Roblox is not a game. It's a platform that hosts millions of user-generated games — closer to YouTube than to Minecraft, closer to a mall than to a playground. Your kid isn't playing "Roblox" any more than they're watching "the internet." They're playing Pet Simulator 99, or Brookhaven, or some horror obby a 14-year-old in Ohio built last week. That distinction matters enormously, because it's what makes Roblox both genuinely valuable and genuinely hard to parent.
The best version of Roblox is real. Kids who get into Roblox Studio are learning actual Lua scripting, actual game design logic, and actual problem-solving under constraints. Some teenagers have built experiences with millions of plays and made real money doing it. That's not marketing copy — it's documented, and it's the platform's strongest argument for itself. The Imagination score lands at 75 for a reason — that creative ceiling is genuine.
But most kids on Roblox aren't building. They're grinding pet simulators, chasing limited-edition cosmetics, and navigating social hierarchies that are effectively middle school with a virtual economy bolted on. The platform's business model — Robux, premium items, FOMO drops — is engineered to make kids feel left out without spending. It works. That's not a bug; it's the product. The Safety score lands at 25 for a reason too, and that's the number that should shape every decision you make about this platform.
The honest parent's read is this: Roblox can be worth it, but it requires active setup and occasional monitoring to stay that way. The families who get the most from it treat the parental controls as mandatory (not optional), set a Robux budget before the first login, and find ways to push their kid toward Roblox Studio at least occasionally. The families who struggle hand it over and check back in six months. You'll find yourself in a very different conversation depending on which one you choose.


Report all lines from the entries below in which "Surgery" appears.

[Element data from apps and pages]
* * *

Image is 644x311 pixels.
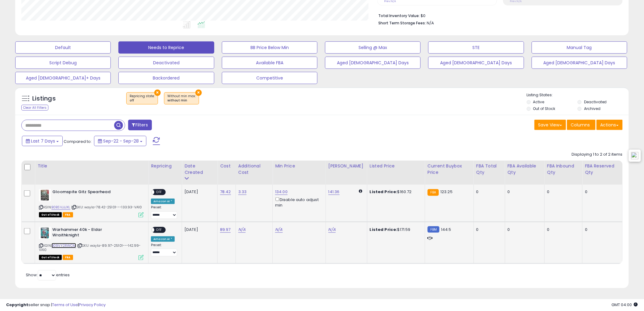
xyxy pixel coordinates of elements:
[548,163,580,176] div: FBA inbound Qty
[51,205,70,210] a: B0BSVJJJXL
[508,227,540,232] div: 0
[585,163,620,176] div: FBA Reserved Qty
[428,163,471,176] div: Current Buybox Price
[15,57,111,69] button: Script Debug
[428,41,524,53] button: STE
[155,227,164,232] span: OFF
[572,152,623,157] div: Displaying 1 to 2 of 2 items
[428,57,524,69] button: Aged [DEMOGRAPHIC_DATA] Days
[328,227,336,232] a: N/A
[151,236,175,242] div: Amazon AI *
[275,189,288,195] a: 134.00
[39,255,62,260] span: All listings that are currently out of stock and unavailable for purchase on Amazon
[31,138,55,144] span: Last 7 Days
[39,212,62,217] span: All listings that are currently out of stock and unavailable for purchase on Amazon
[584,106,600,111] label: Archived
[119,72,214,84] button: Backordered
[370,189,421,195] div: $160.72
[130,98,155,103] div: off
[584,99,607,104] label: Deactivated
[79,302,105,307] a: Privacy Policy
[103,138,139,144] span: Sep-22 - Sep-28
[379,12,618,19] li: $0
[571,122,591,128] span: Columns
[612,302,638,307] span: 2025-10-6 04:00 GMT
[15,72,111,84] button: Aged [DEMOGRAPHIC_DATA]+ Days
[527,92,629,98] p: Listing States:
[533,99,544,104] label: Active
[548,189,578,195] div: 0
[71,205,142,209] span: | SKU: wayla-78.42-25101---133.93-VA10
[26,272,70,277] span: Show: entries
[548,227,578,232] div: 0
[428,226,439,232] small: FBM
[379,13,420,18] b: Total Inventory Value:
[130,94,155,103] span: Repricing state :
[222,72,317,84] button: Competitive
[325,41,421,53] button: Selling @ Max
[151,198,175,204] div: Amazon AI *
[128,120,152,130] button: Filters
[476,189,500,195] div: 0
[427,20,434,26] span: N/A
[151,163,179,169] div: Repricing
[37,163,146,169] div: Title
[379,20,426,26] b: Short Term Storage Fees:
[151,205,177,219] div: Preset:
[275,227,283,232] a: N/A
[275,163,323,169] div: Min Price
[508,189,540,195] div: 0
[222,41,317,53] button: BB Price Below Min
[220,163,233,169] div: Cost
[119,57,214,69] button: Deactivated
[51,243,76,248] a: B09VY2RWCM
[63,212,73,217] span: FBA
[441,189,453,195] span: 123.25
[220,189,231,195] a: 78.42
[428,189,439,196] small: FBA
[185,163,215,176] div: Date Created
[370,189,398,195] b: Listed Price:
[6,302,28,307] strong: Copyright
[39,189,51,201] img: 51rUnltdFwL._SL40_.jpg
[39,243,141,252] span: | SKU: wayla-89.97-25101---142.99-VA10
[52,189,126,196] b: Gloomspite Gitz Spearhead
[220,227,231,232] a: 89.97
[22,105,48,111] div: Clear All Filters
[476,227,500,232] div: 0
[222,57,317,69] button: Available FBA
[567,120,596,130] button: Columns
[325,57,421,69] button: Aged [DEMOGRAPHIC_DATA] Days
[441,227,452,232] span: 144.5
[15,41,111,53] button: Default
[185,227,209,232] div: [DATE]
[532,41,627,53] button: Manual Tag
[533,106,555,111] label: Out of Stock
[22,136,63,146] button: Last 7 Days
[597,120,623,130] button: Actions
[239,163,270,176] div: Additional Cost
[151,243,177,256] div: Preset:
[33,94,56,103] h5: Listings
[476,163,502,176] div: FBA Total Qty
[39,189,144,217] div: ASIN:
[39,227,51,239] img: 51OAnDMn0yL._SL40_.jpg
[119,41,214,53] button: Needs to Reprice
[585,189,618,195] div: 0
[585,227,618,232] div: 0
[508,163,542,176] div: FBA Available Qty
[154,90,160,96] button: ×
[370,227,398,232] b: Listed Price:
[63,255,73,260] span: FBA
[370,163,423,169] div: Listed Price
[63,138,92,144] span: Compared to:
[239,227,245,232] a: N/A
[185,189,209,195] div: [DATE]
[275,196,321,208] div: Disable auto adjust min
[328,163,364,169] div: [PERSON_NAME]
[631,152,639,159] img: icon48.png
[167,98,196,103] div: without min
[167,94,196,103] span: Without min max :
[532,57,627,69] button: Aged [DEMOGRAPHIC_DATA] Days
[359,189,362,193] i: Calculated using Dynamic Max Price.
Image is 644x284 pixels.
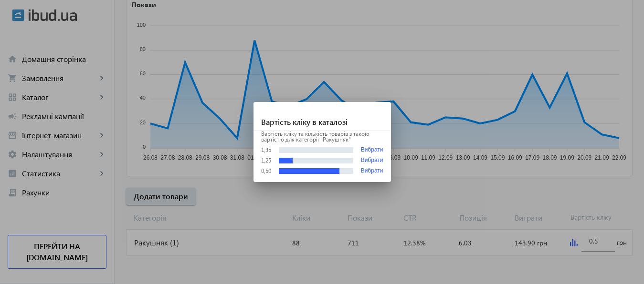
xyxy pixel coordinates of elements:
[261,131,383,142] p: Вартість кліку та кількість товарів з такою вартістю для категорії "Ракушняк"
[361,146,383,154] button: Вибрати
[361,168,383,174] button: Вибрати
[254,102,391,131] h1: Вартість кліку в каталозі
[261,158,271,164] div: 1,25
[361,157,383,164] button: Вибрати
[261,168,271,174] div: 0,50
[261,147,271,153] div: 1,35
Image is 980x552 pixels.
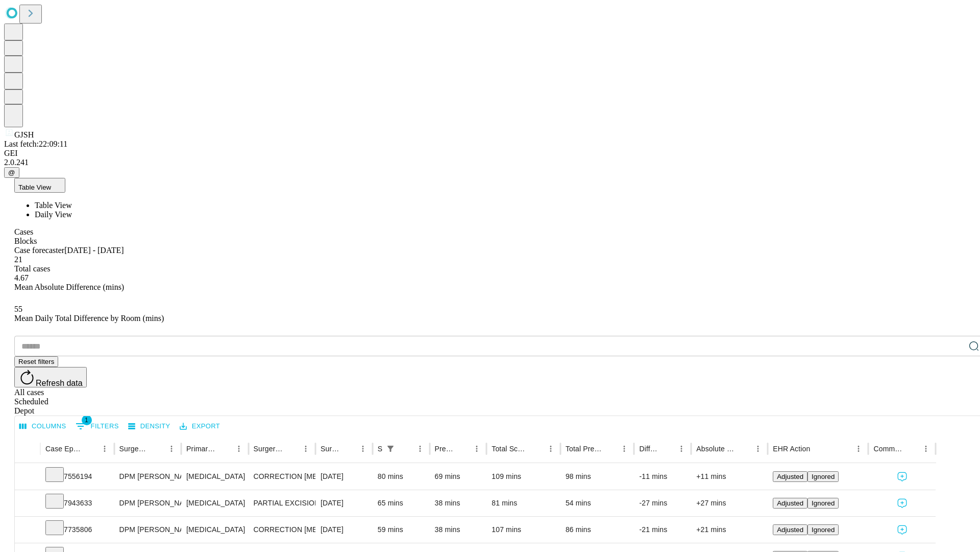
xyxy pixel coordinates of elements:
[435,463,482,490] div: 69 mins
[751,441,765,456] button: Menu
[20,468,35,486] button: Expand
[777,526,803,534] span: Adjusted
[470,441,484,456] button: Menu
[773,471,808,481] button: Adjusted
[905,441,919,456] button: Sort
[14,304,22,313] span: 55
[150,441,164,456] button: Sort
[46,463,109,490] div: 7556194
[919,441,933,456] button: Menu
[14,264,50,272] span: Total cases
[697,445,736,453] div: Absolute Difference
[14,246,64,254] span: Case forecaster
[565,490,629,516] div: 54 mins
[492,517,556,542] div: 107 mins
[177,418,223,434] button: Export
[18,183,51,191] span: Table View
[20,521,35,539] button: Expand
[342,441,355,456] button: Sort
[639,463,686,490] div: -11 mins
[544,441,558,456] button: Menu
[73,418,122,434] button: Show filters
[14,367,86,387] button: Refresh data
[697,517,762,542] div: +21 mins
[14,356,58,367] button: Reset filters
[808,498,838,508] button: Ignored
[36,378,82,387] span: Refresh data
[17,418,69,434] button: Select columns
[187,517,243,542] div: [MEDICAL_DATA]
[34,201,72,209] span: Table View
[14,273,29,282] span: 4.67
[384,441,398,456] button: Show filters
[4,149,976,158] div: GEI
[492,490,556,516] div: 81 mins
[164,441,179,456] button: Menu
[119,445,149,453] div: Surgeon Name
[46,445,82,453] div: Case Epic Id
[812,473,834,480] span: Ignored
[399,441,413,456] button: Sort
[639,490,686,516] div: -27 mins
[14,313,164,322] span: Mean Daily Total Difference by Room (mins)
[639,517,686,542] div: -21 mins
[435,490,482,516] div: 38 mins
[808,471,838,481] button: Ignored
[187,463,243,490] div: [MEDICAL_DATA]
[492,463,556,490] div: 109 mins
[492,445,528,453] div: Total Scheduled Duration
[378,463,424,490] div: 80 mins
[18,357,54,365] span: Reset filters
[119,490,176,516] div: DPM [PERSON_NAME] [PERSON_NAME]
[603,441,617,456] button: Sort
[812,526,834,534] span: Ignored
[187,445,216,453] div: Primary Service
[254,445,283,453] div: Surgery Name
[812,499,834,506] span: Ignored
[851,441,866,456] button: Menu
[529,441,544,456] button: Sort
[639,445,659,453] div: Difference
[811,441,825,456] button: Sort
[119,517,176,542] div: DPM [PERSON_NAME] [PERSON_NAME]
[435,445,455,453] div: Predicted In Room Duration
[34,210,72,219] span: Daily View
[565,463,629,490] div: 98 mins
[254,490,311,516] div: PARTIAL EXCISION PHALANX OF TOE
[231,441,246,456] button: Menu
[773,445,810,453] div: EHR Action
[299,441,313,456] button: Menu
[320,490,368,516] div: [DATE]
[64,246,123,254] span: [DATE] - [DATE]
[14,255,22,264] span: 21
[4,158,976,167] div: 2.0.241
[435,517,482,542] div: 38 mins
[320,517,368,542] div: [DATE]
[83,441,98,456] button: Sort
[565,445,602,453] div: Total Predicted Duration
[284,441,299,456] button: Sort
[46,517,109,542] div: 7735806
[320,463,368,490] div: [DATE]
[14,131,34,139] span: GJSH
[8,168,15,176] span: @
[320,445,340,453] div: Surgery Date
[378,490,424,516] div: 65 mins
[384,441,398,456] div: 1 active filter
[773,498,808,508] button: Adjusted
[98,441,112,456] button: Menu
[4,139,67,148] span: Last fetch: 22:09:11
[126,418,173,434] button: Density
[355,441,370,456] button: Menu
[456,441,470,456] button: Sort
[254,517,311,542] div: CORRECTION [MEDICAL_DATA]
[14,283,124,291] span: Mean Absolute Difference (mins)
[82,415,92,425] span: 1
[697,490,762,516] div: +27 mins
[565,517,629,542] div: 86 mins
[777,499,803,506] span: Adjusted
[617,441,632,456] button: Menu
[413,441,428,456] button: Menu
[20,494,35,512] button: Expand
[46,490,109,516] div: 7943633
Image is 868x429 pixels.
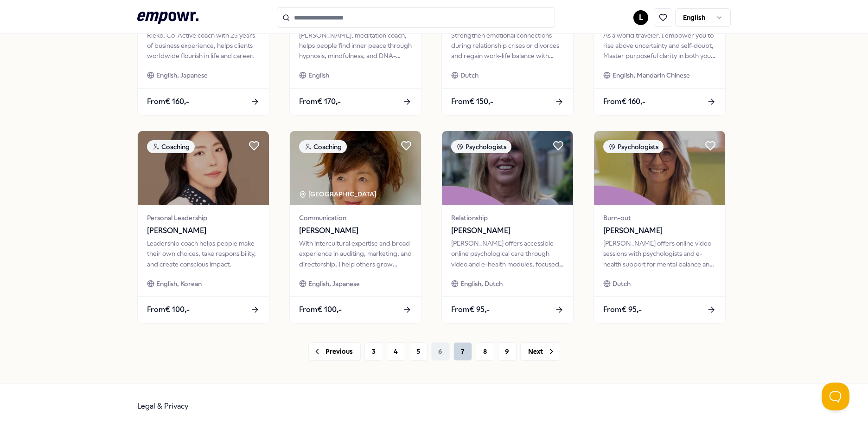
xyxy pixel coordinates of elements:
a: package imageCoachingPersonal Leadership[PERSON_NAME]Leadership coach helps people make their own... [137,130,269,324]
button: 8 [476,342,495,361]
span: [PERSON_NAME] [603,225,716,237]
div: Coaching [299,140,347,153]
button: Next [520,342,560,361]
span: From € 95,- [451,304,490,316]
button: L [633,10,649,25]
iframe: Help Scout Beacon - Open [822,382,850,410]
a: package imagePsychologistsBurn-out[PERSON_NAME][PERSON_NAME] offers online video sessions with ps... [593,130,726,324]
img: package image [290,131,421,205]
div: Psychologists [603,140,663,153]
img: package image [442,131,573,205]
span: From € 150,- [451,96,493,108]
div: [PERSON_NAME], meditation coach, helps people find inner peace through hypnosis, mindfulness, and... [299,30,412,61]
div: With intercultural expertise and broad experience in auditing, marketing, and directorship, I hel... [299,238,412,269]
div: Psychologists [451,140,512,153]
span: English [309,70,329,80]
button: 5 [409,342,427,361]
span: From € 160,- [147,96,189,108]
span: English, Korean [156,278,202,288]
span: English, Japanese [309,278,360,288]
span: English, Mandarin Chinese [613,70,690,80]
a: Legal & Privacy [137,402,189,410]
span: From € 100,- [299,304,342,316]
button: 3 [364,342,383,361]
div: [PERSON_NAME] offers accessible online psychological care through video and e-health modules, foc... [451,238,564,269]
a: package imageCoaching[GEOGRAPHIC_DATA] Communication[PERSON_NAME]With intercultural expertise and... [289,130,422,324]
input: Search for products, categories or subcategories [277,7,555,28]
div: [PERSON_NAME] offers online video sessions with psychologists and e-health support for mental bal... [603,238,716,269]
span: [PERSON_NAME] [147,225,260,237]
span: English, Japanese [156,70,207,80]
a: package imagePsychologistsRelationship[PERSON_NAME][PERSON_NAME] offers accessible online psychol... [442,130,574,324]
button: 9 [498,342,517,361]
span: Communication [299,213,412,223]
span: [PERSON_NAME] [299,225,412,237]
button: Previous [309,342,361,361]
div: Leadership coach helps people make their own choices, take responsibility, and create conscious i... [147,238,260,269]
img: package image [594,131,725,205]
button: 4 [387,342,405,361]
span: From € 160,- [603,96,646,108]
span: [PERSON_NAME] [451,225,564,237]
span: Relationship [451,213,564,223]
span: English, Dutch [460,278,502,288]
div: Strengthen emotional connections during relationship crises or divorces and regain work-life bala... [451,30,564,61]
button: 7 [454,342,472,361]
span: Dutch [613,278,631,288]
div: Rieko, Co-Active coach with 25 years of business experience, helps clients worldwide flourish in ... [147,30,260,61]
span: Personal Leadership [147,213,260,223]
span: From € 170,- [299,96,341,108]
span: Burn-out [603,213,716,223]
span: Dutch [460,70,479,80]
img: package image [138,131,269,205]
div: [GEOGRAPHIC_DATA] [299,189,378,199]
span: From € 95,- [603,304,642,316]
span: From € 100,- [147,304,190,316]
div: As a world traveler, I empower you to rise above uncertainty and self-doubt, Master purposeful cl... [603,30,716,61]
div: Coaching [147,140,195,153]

* * *

# Response area
[254,445,283,453] div: Surgery Name
[320,445,340,453] div: Surgery Date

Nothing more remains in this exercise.